Was it the music? The mysteries? The rescue cats? I no longer recall how I first got to know Deb Grabien. Even before her rock Kincaid novels, Deb was incorporating music into her books, with the Haunted Ballad series, which focused on the crimes and ghosts of British folk. I was honored to contribute to Tales from the House Band, an anthology Deb put together for her own Plus One Press – and to host her here today.

How does a book start for you?

It starts when the characters start telling me it’s time to give them breathing room and let them do their thing. For the first eight JP Kinkaid Chronicles, that was really straightforward. Number 9, the series closer, is not nearly as simple.

Who in your latest book has surprised you most – and why?

A Dominican/French blues superstar guitarist named Winston Dupres (Kinkaid 9, the series closer, is his fourth appearance over the length of the series.) As JP’s wife Bree says, “I didn’t know Winston could hate. I didn’t even know he was capable of that.” The outburst is justified, but the loathing Winston shows for another character shocked me. Characters do that sometimes.

When and/or where is your latest book set and is there a story behind that setting?

The series closer, called Watching The Wheels, is set in Las Vegas. And yes, there’s a fairly unsettling story behind it. JP’s band, Blacklight, is giving a series of free weekend festival shows in selected spots around the globe; they know they probably won’t ever do another major tour. Las Vegas in late October became a logical spot for the huge free show, but right after I wrote the discovery of the body, the shooter from Mandalay Band opened fire on a free music festival. That shook me enough so that I had to step away from writing it.

 What are you working on now?

Mostly music. Songwriting, lyrics and music both; it’s a different kind of storytelling, but it’s still what I do. But Kinkaid 9 will get finished, and eventually, I want to go back to my Child ballad series and write the sixth book of that one, to finish that series off. A trip to Edinburgh to refresh my memory of the Royal Mile is needed for that, and it’s tentatively scheduled for September.


Which question didn’t I ask you that I should have?

Hmmmm. Good question…

Deborah Grabien can claim a long personal acquaintance with the fleshpots — and quiet little towns — of Europe. She has lived and worked and hung out, from London to Geneva to Paris to Florence, and a few stops in between.

But home is where the heart is. Since her first look at the Bay Area, she’s always come home to San Francisco. In 1981, after spending some years in Europe, she came back to Northern California to stay.

After publishing four novels between 1989 and 1993, she took a decade away from writing, to really learn how to cook. That done, she picked up where she’d left off, with the five novels of her Haunted Ballads series being brought out by St. Martins Minotaur between 2003 and 2007. Still Life With Devils, a standalone thriller about a serial killer who may not be human, was released in December 2007. Dark’s Tale, her first YA title, draws on her and her husband’s experiences working with the San Francisco SPCA’s feral cat program in Golden Gate Park. Deborah’s essays and short stories and reviews have appeared in multiple publications and anthologies.

Deborah was deeply involved in the Bay Area music scene, from the end of the Haight-Ashbury heyday until the mid-1970s. Most of her friends have been trying to get her to write about those years – fictionalised, of course! – and, now that she’s comfortable with it, she’s doing just that. Her current series, the Kinkaid Chronicles, are the books of her heart.

Narrated by ageing rock superstar guitarist John “JP” Kinkaid, this character-driven mystery series not only takes the reader into the way rock and roll really works at the highest end, but illuminates what living with a chronic progressive illness is like. Like JP, Deborah herself has lived with multiple sclerosis for nearly a decade.Deborah, a lyricist and guitarist, has been happily married to bassist Nicholas Grabien since 1983. Their band, The Sound Field, drew such talents as David Lindley to record on their first CD. They’re presently in the studio working on their second, This Moment Of The Storm.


*PROBLEM REQUIREMENTS*
Find the word "caucasian" in the records below. List each line containing it.

Figure record extracts
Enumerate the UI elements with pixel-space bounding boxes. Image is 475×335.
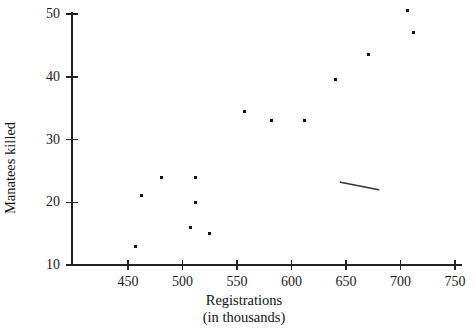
data-point bbox=[406, 9, 409, 12]
x-tick-label-750: 750 bbox=[445, 275, 466, 289]
annotations-group bbox=[341, 182, 379, 190]
data-point bbox=[243, 110, 246, 113]
data-point bbox=[194, 201, 197, 204]
x-tick-label-500: 500 bbox=[172, 275, 193, 289]
x-tick-label-700: 700 bbox=[390, 275, 411, 289]
data-point bbox=[412, 31, 415, 34]
y-tick-label-40: 40 bbox=[46, 70, 60, 84]
y-tick-label-10: 10 bbox=[46, 258, 60, 272]
x-axis-title: Registrations (in thousands) bbox=[203, 292, 286, 325]
data-point bbox=[194, 176, 197, 179]
x-axis-title-line1: Registrations bbox=[203, 292, 286, 309]
data-point bbox=[367, 53, 370, 56]
axis-ticks-group bbox=[66, 14, 455, 270]
y-tick-label-20: 20 bbox=[46, 195, 60, 209]
x-tick-label-450: 450 bbox=[118, 275, 139, 289]
y-tick-label-50: 50 bbox=[46, 7, 60, 21]
scatter-plot-figure: 1020304050 450500550600650700750 Manatee… bbox=[0, 0, 475, 335]
short-line-segment bbox=[341, 182, 379, 190]
data-point bbox=[140, 194, 143, 197]
data-point bbox=[160, 176, 163, 179]
data-point bbox=[134, 245, 137, 248]
data-point bbox=[208, 232, 211, 235]
data-point bbox=[189, 226, 192, 229]
axes-group bbox=[72, 12, 462, 265]
x-tick-label-600: 600 bbox=[281, 275, 302, 289]
data-point bbox=[303, 119, 306, 122]
data-points-group bbox=[134, 9, 415, 247]
y-tick-label-30: 30 bbox=[46, 133, 60, 147]
data-point bbox=[270, 119, 273, 122]
y-axis-title: Manatees killed bbox=[3, 122, 18, 214]
x-tick-label-650: 650 bbox=[336, 275, 357, 289]
data-point bbox=[334, 78, 337, 81]
x-axis-title-line2: (in thousands) bbox=[203, 309, 286, 326]
x-tick-label-550: 550 bbox=[227, 275, 248, 289]
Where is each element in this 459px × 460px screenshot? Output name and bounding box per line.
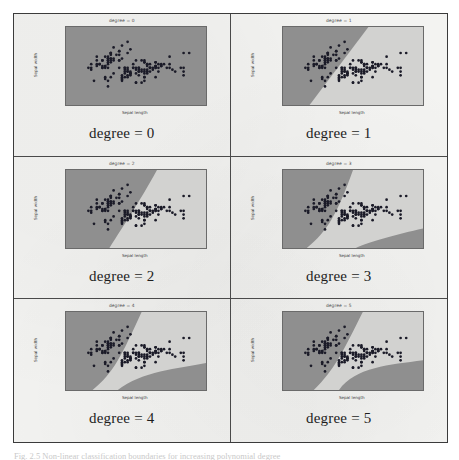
panel-caption: degree = 0 [89,125,154,142]
panel-caption: degree = 3 [306,268,371,285]
x-tick-mark [408,105,409,106]
y-tick-mark [282,371,283,372]
y-tick-mark [65,192,66,193]
plot-degree-2: degree = 25.04.54.03.53.02.52.01.51.0456… [29,161,215,265]
y-tick-mark [282,247,283,248]
panel-caption: degree = 5 [306,410,371,427]
y-tick-mark [282,68,283,69]
plot-axes: 5.04.54.03.53.02.52.01.51.045678 [282,169,424,249]
x-tick-mark [107,390,108,391]
y-axis-label: Sepal width [249,338,254,362]
y-axis-label: Sepal width [249,53,254,77]
y-tick-mark [282,362,283,363]
plot-title: degree = 0 [29,18,215,23]
panel-degree-4: degree = 45.04.54.03.53.02.52.01.51.0456… [14,299,231,442]
x-tick-mark [135,390,136,391]
y-tick-mark [65,247,66,248]
plot-axes: 5.04.54.03.53.02.52.01.51.045678 [65,26,207,106]
plot-degree-5: degree = 55.04.54.03.53.02.52.01.51.0456… [246,303,432,407]
y-tick-mark [65,381,66,382]
plot-title: degree = 1 [246,18,432,23]
y-tick-mark [282,353,283,354]
y-tick-mark [65,353,66,354]
panel-caption: degree = 1 [306,125,371,142]
plot-axes: 5.04.54.03.53.02.52.01.51.045678 [65,311,207,391]
y-tick-mark [282,334,283,335]
x-axis-label: Sepal length [282,110,422,115]
plot-axes: 5.04.54.03.53.02.52.01.51.045678 [282,311,424,391]
plot-title: degree = 2 [29,161,215,166]
y-tick-mark [65,344,66,345]
panel-degree-2: degree = 25.04.54.03.53.02.52.01.51.0456… [14,157,231,300]
panel-degree-1: degree = 15.04.54.03.53.02.52.01.51.0456… [231,14,448,157]
x-tick-mark [296,390,297,391]
panel-caption: degree = 4 [89,410,154,427]
x-tick-mark [191,105,192,106]
y-tick-mark [65,325,66,326]
y-tick-mark [65,30,66,31]
y-tick-mark [65,201,66,202]
x-tick-mark [408,248,409,249]
y-tick-mark [65,390,66,391]
y-tick-mark [282,49,283,50]
x-axis-label: Sepal length [282,253,422,258]
y-tick-mark [282,220,283,221]
x-tick-mark [79,390,80,391]
x-tick-mark [163,105,164,106]
plot-degree-1: degree = 15.04.54.03.53.02.52.01.51.0456… [246,18,432,122]
x-tick-mark [79,248,80,249]
x-tick-mark [107,105,108,106]
y-axis-label: Sepal width [249,196,254,220]
x-tick-mark [163,390,164,391]
y-tick-mark [65,49,66,50]
plot-axes: 5.04.54.03.53.02.52.01.51.045678 [65,169,207,249]
x-tick-mark [380,105,381,106]
y-tick-mark [65,371,66,372]
x-tick-mark [135,248,136,249]
y-tick-mark [282,344,283,345]
x-tick-mark [352,248,353,249]
y-axis-label: Sepal width [32,53,37,77]
y-tick-mark [282,182,283,183]
x-tick-mark [324,248,325,249]
x-tick-mark [135,105,136,106]
x-tick-mark [380,390,381,391]
x-tick-mark [191,248,192,249]
y-tick-mark [282,381,283,382]
y-tick-mark [65,334,66,335]
x-tick-mark [296,248,297,249]
figure-caption: Fig. 2.5 Non-linear classification bound… [14,451,434,460]
x-axis-label: Sepal length [65,395,205,400]
y-tick-mark [65,105,66,106]
y-tick-mark [282,192,283,193]
y-tick-mark [282,77,283,78]
y-tick-mark [65,210,66,211]
figure-frame: degree = 05.04.54.03.53.02.52.01.51.0456… [13,13,448,443]
y-tick-mark [282,30,283,31]
x-tick-mark [191,390,192,391]
x-tick-mark [324,390,325,391]
plot-degree-0: degree = 05.04.54.03.53.02.52.01.51.0456… [29,18,215,122]
y-tick-mark [282,390,283,391]
plot-title: degree = 3 [246,161,432,166]
y-tick-mark [65,95,66,96]
plot-title: degree = 5 [246,303,432,308]
y-tick-mark [282,201,283,202]
plot-degree-3: degree = 35.04.54.03.53.02.52.01.51.0456… [246,161,432,265]
plot-title: degree = 4 [29,303,215,308]
y-tick-mark [65,173,66,174]
scanned-page: degree = 05.04.54.03.53.02.52.01.51.0456… [0,0,459,460]
y-tick-mark [282,58,283,59]
y-tick-mark [65,40,66,41]
y-tick-mark [65,86,66,87]
y-tick-mark [282,40,283,41]
y-tick-mark [65,58,66,59]
x-tick-mark [408,390,409,391]
x-tick-mark [324,105,325,106]
y-tick-mark [65,238,66,239]
plot-degree-4: degree = 45.04.54.03.53.02.52.01.51.0456… [29,303,215,407]
x-tick-mark [107,248,108,249]
panel-degree-5: degree = 55.04.54.03.53.02.52.01.51.0456… [231,299,448,442]
panel-degree-3: degree = 35.04.54.03.53.02.52.01.51.0456… [231,157,448,300]
y-tick-mark [282,173,283,174]
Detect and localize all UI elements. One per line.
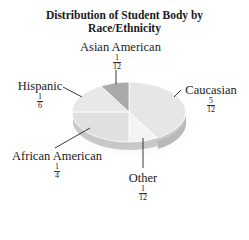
- label-other-fraction: 1 12: [139, 185, 147, 202]
- label-hispanic-fraction: 1 6: [37, 93, 43, 110]
- label-asian-american: Asian American 1 12: [80, 41, 154, 72]
- label-hispanic: Hispanic 1 6: [15, 80, 65, 111]
- label-caucasian-fraction: 5 12: [207, 97, 215, 114]
- label-caucasian: Caucasian 5 12: [183, 84, 239, 115]
- label-other: Other 1 12: [128, 172, 158, 203]
- leader-hispanic: [63, 87, 82, 97]
- leader-caucasian: [174, 90, 181, 97]
- label-asian-fraction: 1 12: [113, 54, 121, 71]
- label-african-american: African American 1 4: [11, 150, 103, 181]
- label-african-fraction: 1 4: [54, 163, 60, 180]
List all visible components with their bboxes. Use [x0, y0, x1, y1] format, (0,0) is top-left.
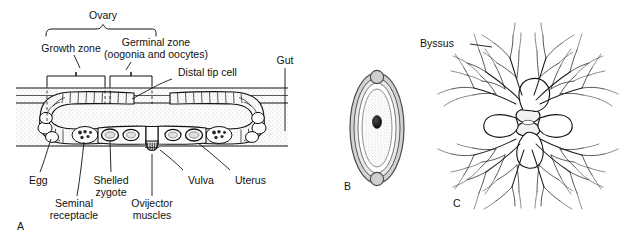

*ANSWER BOX*
- label-caucasian-fraction: 5 12: [207, 97, 215, 114]
- label-caucasian: Caucasian 5 12: [183, 84, 239, 115]
- leader-caucasian: [174, 90, 181, 97]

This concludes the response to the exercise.